Commissioner Anthony Traficanti, board chairman, said the layoffs are being made in accordance with union contract provisions. The facilities personnel are members of American Federation of State, County and Municipal Employees Local 1156.
"This is going to hurt," Traficanti said. "Those maintenance people that remain will have to do double duty."
The custodians clean bathrooms, mop floors and empty trash containers at the county courthouse, the jail administration building next to the courthouse, the South Side Annex on Market Street, and the county's area courts in Boardman, Austintown and Canfield.
Malagisi said the last time custodians were laid off was in 1999, again after a half-percent sales tax went down to defeat. At that time, large trash receptacles were placed in courthouse hallways and other areas for department heads or their staff to dump their trash.
Replacement of soap, toilet paper and paper towels in bathrooms will probably be done on a weekly basis, Malagisi added.
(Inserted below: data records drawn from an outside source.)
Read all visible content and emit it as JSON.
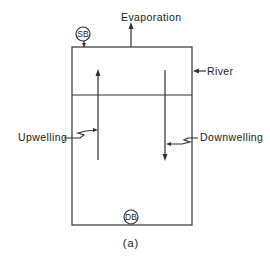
{
  "diagram": {
    "type": "box-model",
    "caption": "(a)",
    "labels": {
      "evaporation": "Evaporation",
      "river": "River",
      "upwelling": "Upwelling",
      "downwelling": "Downwelling"
    },
    "nodes": {
      "surface_box": "SB",
      "deep_box": "DB"
    },
    "layers": [
      "surface layer",
      "deep layer"
    ],
    "flows": [
      {
        "name": "Evaporation",
        "direction": "out-up",
        "from": "surface layer"
      },
      {
        "name": "River",
        "direction": "in-left",
        "to": "surface layer"
      },
      {
        "name": "Upwelling",
        "direction": "up",
        "from": "deep layer",
        "to": "surface layer"
      },
      {
        "name": "Downwelling",
        "direction": "down",
        "from": "surface layer",
        "to": "deep layer"
      }
    ],
    "colors": {
      "stroke": "#333333",
      "text": "#222222",
      "background": "#ffffff"
    }
  }
}
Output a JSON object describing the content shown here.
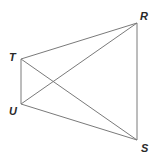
{
  "diagram": {
    "type": "geometry-figure",
    "points": [
      {
        "name": "T",
        "x": 21,
        "y": 59,
        "label_x": 9,
        "label_y": 61
      },
      {
        "name": "R",
        "x": 137,
        "y": 23,
        "label_x": 140,
        "label_y": 20
      },
      {
        "name": "U",
        "x": 21,
        "y": 104,
        "label_x": 9,
        "label_y": 115
      },
      {
        "name": "S",
        "x": 137,
        "y": 140,
        "label_x": 141,
        "label_y": 152
      }
    ],
    "segments": [
      [
        "T",
        "R"
      ],
      [
        "T",
        "U"
      ],
      [
        "T",
        "S"
      ],
      [
        "U",
        "R"
      ],
      [
        "U",
        "S"
      ],
      [
        "R",
        "S"
      ]
    ],
    "line_color": "#7a7a7a",
    "label_color": "#2a2a2a"
  },
  "labels": {
    "T": "T",
    "R": "R",
    "U": "U",
    "S": "S"
  }
}
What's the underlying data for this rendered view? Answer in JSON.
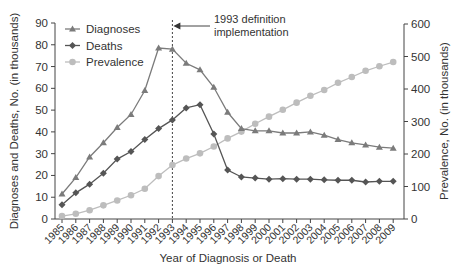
{
  "chart_data": {
    "type": "line",
    "title": "",
    "xlabel": "Year of Diagnosis or Death",
    "ylabel": "Diagnoses and Deaths, No. (in thousands)",
    "y2label": "Prevalence, No. (in thousands)",
    "ylim": [
      0,
      90
    ],
    "y2lim": [
      0,
      600
    ],
    "yticks": [
      0,
      10,
      20,
      30,
      40,
      50,
      60,
      70,
      80,
      90
    ],
    "y2ticks": [
      0,
      100,
      200,
      300,
      400,
      500,
      600
    ],
    "grid": false,
    "legend_position": "upper left",
    "x": [
      1985,
      1986,
      1987,
      1988,
      1989,
      1990,
      1991,
      1992,
      1993,
      1994,
      1995,
      1996,
      1997,
      1998,
      1999,
      2000,
      2001,
      2002,
      2003,
      2004,
      2005,
      2006,
      2007,
      2008,
      2009
    ],
    "series": [
      {
        "name": "Diagnoses",
        "axis": "left",
        "marker": "triangle",
        "color": "#7b7b7b",
        "values": [
          11.5,
          19,
          28.5,
          35,
          42,
          48,
          59,
          78.5,
          78,
          71.5,
          68.5,
          60.5,
          49,
          41.5,
          40.5,
          40.5,
          39.5,
          39.5,
          40,
          38.5,
          36.5,
          35,
          34,
          33,
          32.5
        ]
      },
      {
        "name": "Deaths",
        "axis": "left",
        "marker": "diamond",
        "color": "#555555",
        "values": [
          6.5,
          12,
          16,
          21,
          27.5,
          31,
          36.5,
          41.5,
          45.5,
          51,
          52.5,
          39,
          22.5,
          19.3,
          18.8,
          18.3,
          18.5,
          18.3,
          18.3,
          18,
          17.8,
          17.8,
          17,
          17.3,
          17.3
        ]
      },
      {
        "name": "Prevalence",
        "axis": "right",
        "marker": "circle",
        "color": "#bdbdbd",
        "values": [
          9,
          16,
          27,
          42,
          57,
          73,
          93,
          132,
          166,
          186,
          202,
          223,
          248,
          269,
          293,
          315,
          336,
          358,
          379,
          397,
          419,
          437,
          456,
          470,
          483
        ]
      }
    ],
    "annotations": [
      {
        "x": 1993,
        "line": "dashed-vertical",
        "text_lines": [
          "1993 definition",
          "implementation"
        ]
      }
    ]
  }
}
Malagisi said he had 27 custodians and maintenance workers at the time of the 1999 layoffs. He was allowed to call back just 22. At one time, the county had a total custodial and maintenance work force of 40, he added.
The facilities manager said most of the $1.6 million budget he received this year is for paying utility bills at the courthouse, annex and jail administration building. He had requested $2.5 million for 2005.
He said that if the utility rates rise above projections, "we may have to lay off someone else."
Reaction
Mark Bartol, president of Local 1156, said the layoffs are a "travesty, especially with all the buildings we have to clean and maintain."
He said reduced cleaning of the courthouse is particularly troubling because it is "such a lovely building."
Bartol said depending on the length of the layoff, it may cost the county more in the future "because of the time it will take to catch up on all the cleaning."
"I hope the county residents will understand, and I apologize in advance" for the condition they will find some of the buildings, he said. "We'll try to do the best we can."
County commissioners trimmed general fund budget requests officeholders submitted from nearly $53.9 million to $39.9 million earlier this month.
Some officeholders have claimed they won't have enough money to finish the year, and others are expected to start making layoffs over the coming weeks. The commissioners have put a half-percent sales tax for a five-year period on the May 3 primary ballot.